Abstract
The Kuwaiti Constitution of 1962 created an interesting hybrid political system, combining a hereditary executive and a freely elected national assembly. To this end, the political history of Kuwait has been one of a game of power balancing between the unelected executive and the elected national assembly, causing recurring political gridlock. At the heart of this game of power balancing is a struggle over the nature of the electoral system and electoral districts.
The executive in Kuwait sought to manipulate electoral districts and the electoral system to its advantage, but has generally been unsuccessful in controlling the outcomes of elections to the national assembly and has not been able to quell opposition. Yet what is more surprising is that even when the opposition managed to push back and force its own electoral law and districting scheme, it was not entirely successful in dominating the national assembly. The result was a continuation of the gridlock that characterized Kuwait’s political system since its inception in 1962.
This paper seeks to identify the factors that have led to a political system characterized by perpetual gridlock in Kuwait, through an examination of the crucial battle over the electoral system. The study aims to expand on the literature concerning nominally democratic institutions in autocratic regimes in order to explain the strategies of dictators in controlling the opposition, and ultimately, at what point those strategies fail. Such an analysis demonstrates that even the failure of manipulating nominally democratic institutions does not necessarily lead to democratization. Rather, political gridlock becomes the status quo – confounding scholars who have viewed such institutions as either state-subverting or state-sustaining.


* [WHAT YOU ARE ASKED TO DO] The copy should begin at the line containing "on div: Stepathon." and end with the last line below, every line exact and no picture included.

(Stored data entries)
========================

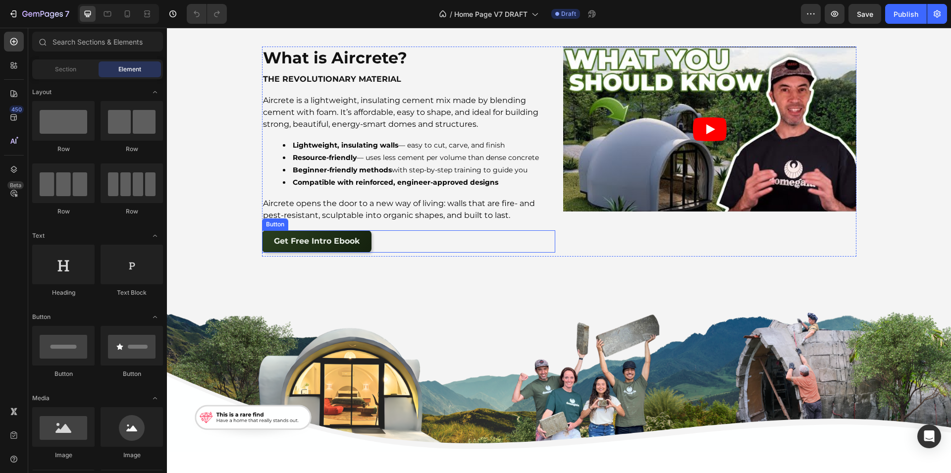 The image size is (951, 473). I want to click on li: with step-by-step training to guide you, so click(252, 142).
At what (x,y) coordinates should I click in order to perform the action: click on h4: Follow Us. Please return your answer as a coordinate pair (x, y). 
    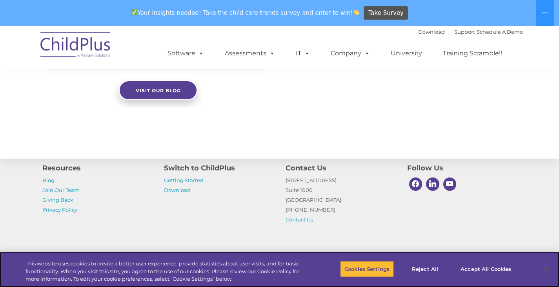
    Looking at the image, I should click on (462, 168).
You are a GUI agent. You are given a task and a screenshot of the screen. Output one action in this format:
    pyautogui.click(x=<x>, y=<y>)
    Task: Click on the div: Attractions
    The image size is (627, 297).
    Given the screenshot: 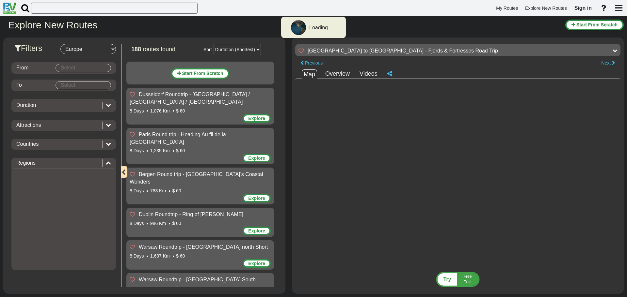 What is the action you would take?
    pyautogui.click(x=64, y=125)
    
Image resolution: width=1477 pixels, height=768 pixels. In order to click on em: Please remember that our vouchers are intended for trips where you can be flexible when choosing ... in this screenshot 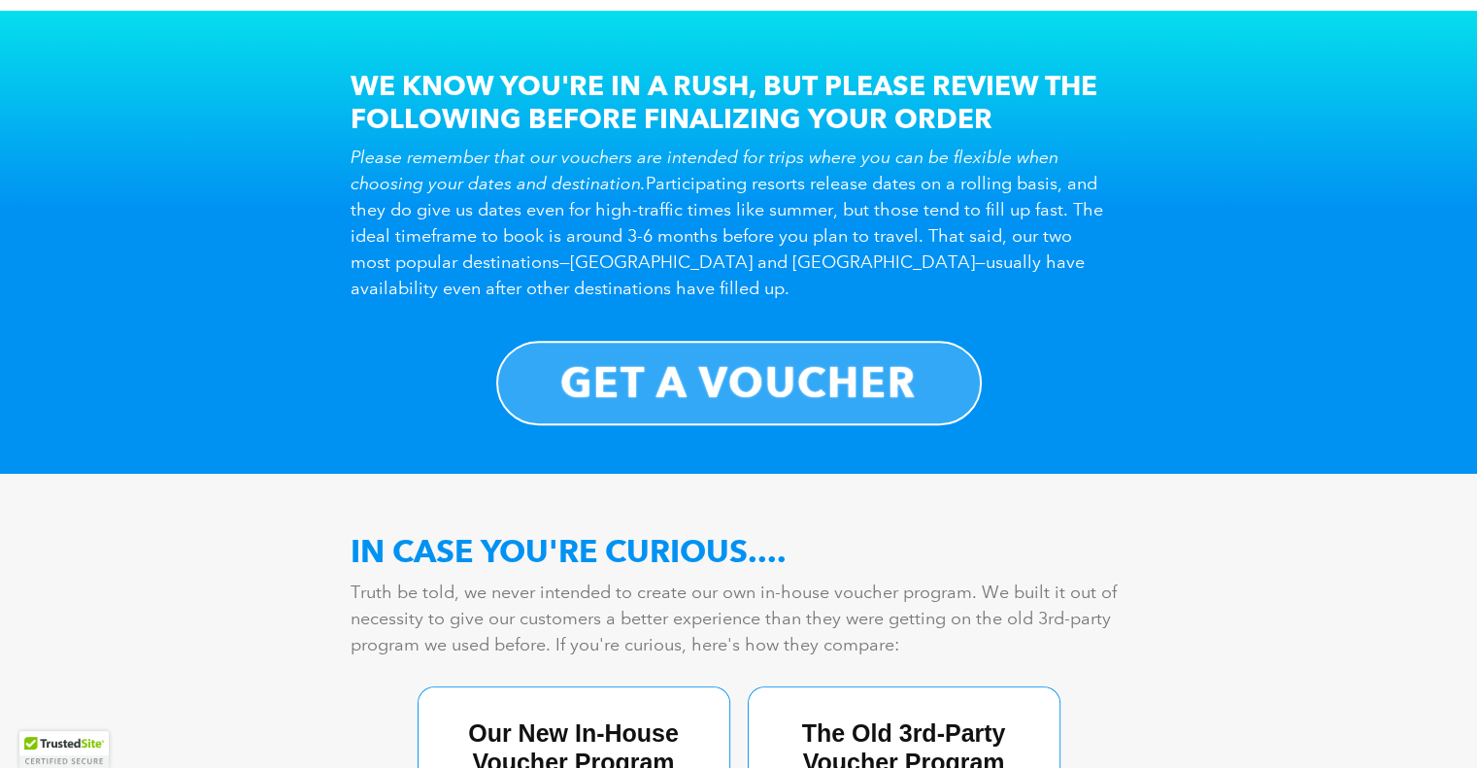, I will do `click(704, 170)`.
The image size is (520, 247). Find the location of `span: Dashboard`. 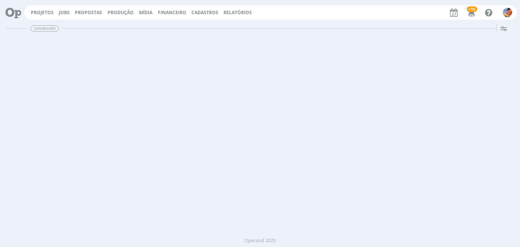

span: Dashboard is located at coordinates (45, 28).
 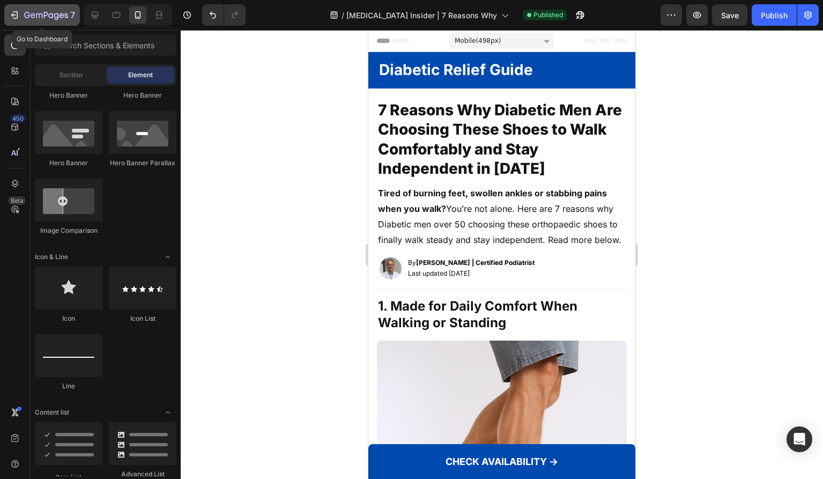 I want to click on span: Section, so click(x=71, y=75).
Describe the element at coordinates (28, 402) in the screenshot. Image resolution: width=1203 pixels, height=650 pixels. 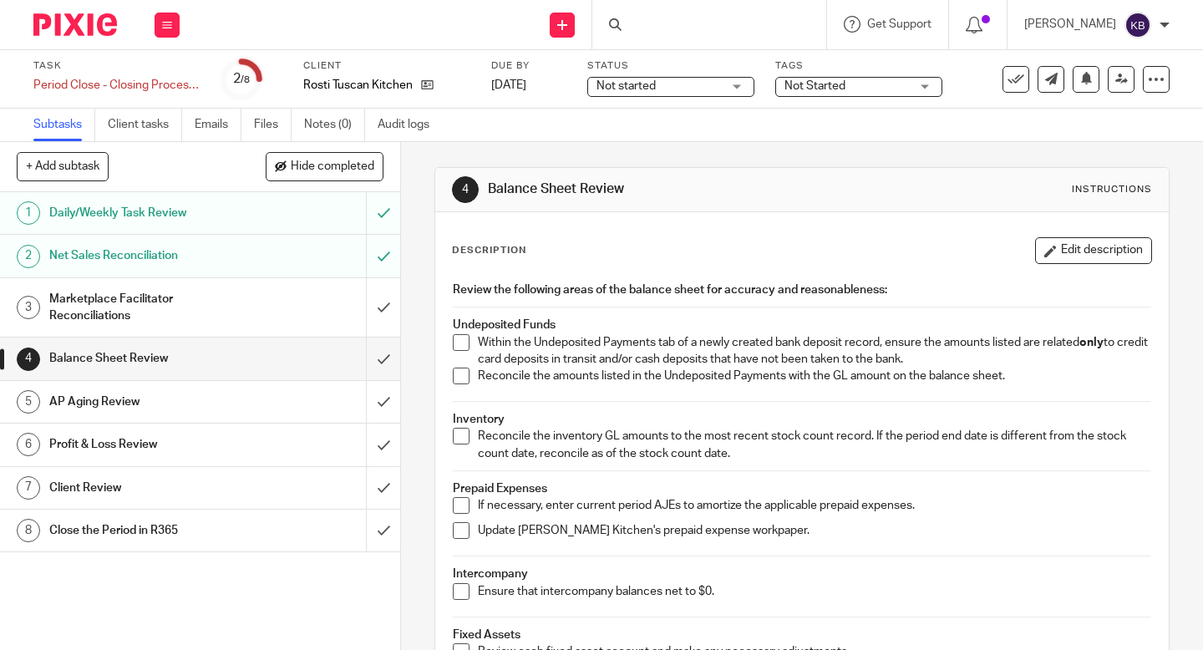
I see `div: 5` at that location.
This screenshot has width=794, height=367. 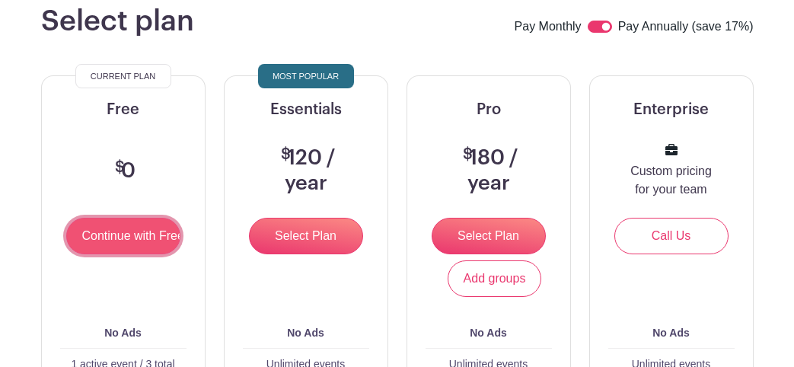 I want to click on h1: Select plan, so click(x=117, y=21).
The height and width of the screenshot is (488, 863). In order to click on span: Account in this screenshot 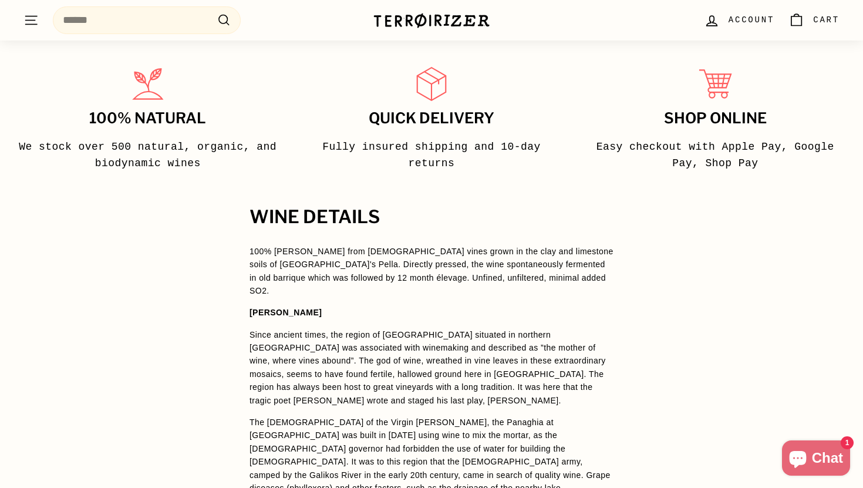, I will do `click(751, 20)`.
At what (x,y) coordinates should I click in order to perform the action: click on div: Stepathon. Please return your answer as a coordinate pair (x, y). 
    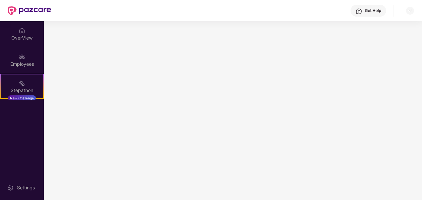
    Looking at the image, I should click on (22, 90).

========================

* [ANSWER BELOW]
At what (x,y) coordinates should I click in order to perform the action: click on div: Stepathon. Please return your answer as a coordinate pair (x, y). 
    Looking at the image, I should click on (22, 90).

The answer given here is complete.